GDAL is a handy toolkit. It is a swiss army knife for geodata conversion. It contains a whole bunch of small command line tools for raster and vector operations:
gdalbuildvrt
: building a VRT from input data.
gdal_translate
: transform, cut out, re-project, converting formats, etc.
gdalinfo
: basic info about raster data
gdalwarp
: transform rasterdata, mostly from one projection into another.
gdal_retile.py
: build image “pyramids”, bunches of tiles at various zoom levels.
gdal_rasterize
: convert vector data to rasters.
… and many more. Remember to use the --help
option to show you the
options for all those tools.
One of the possibilities is virtual raster tables (VRT). The basis is an xml data
structure.

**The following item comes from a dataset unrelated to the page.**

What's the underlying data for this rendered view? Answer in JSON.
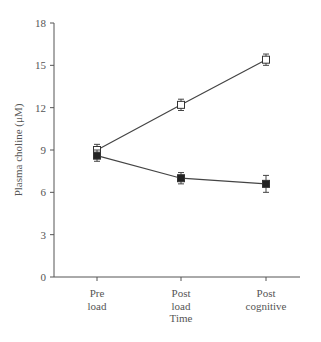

It is a virtual GDAL format for combining other GDAL formats into
a new data set. You can perform operations on it with gdal_translate
,
gdaladdo
, gdalwarp
, etc. And you can program it (both manually and supported
by tools).
So [if I understood correctly]: the VRT is an xml file which can be used as input for gdal tools. Those tools then use the instructions in the VRT’s xml file to get their hands on the data. This way, you can keep the source data as-is and you don’t have to generate intermediate files (which also means keeping them in sync if the souce files change).

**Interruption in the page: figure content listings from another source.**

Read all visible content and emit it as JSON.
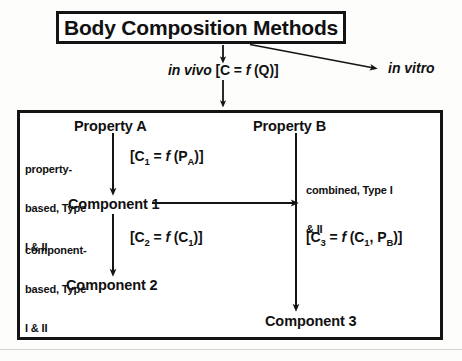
{
  "diagram": {
    "title": "Body Composition Methods",
    "title_box": {
      "border_color": "#141414"
    },
    "branches": {
      "in_vivo": {
        "label_italic": "in vivo",
        "formula": "[C = f (Q)]",
        "formula_plain": "[C = f (Q)]"
      },
      "in_vitro": {
        "label_italic": "in vitro"
      }
    },
    "nodes": {
      "property_a": "Property A",
      "property_b": "Property B",
      "component_1": "Component 1",
      "component_2": "Component 2",
      "component_3": "Component 3"
    },
    "edge_labels": {
      "property_based": {
        "line1": "property-",
        "line2": "based, Type",
        "line3": "I & II",
        "full": "property-based, Type I & II"
      },
      "component_based": {
        "line1": "component-",
        "line2": "based, Type",
        "line3": "I & II",
        "full": "component-based, Type I & II"
      },
      "combined": {
        "line1": "combined, Type I",
        "line2": "& II",
        "full": "combined, Type I & II"
      }
    },
    "formulas": {
      "c1": {
        "lhs": "[C",
        "lhs_sub": "1",
        "eq": " = ",
        "fn": "f",
        "arg_open": " (P",
        "arg_sub": "A",
        "arg_close": ")]",
        "full": "[C1 = f (PA)]"
      },
      "c2": {
        "lhs": "[C",
        "lhs_sub": "2",
        "eq": " = ",
        "fn": "f",
        "arg_open": " (C",
        "arg_sub": "1",
        "arg_close": ")]",
        "full": "[C2 = f (C1)]"
      },
      "c3": {
        "lhs": "[C",
        "lhs_sub": "3",
        "eq": " = ",
        "fn": "f",
        "arg_open": " (C",
        "arg_sub1": "1",
        "arg_mid": ", P",
        "arg_sub2": "B",
        "arg_close": ")]",
        "full": "[C3 = f (C1, PB)]"
      }
    },
    "colors": {
      "ink": "#141414",
      "page": "#fdfdfc"
    }
  }
}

Some advantages: you can easily generate image catalogs automatically. You can stick to one source data set and generate the rest. You can mask areas.
Some drawbacks: editing the xml file manually is somewhat cryptical. And some speciality functions have to be added by hand anyway.
An example where he used it for: he made a “chain” that compressed TIFF files by 80% with jpeg compression, followed by internal tiling. Then combining tiles again with a VRT. And doing further processing on that virtual data set. And so on.
Conclusion: GDAL contains a whole whopping lot of helpful tools. It is efficiently useable for mass data conversion jobs. And it is available for linux/osx/windows.
My name is Reinout van Rees and I program in Python, I live in the Netherlands, I cycle recumbent bikes and I have a model railway.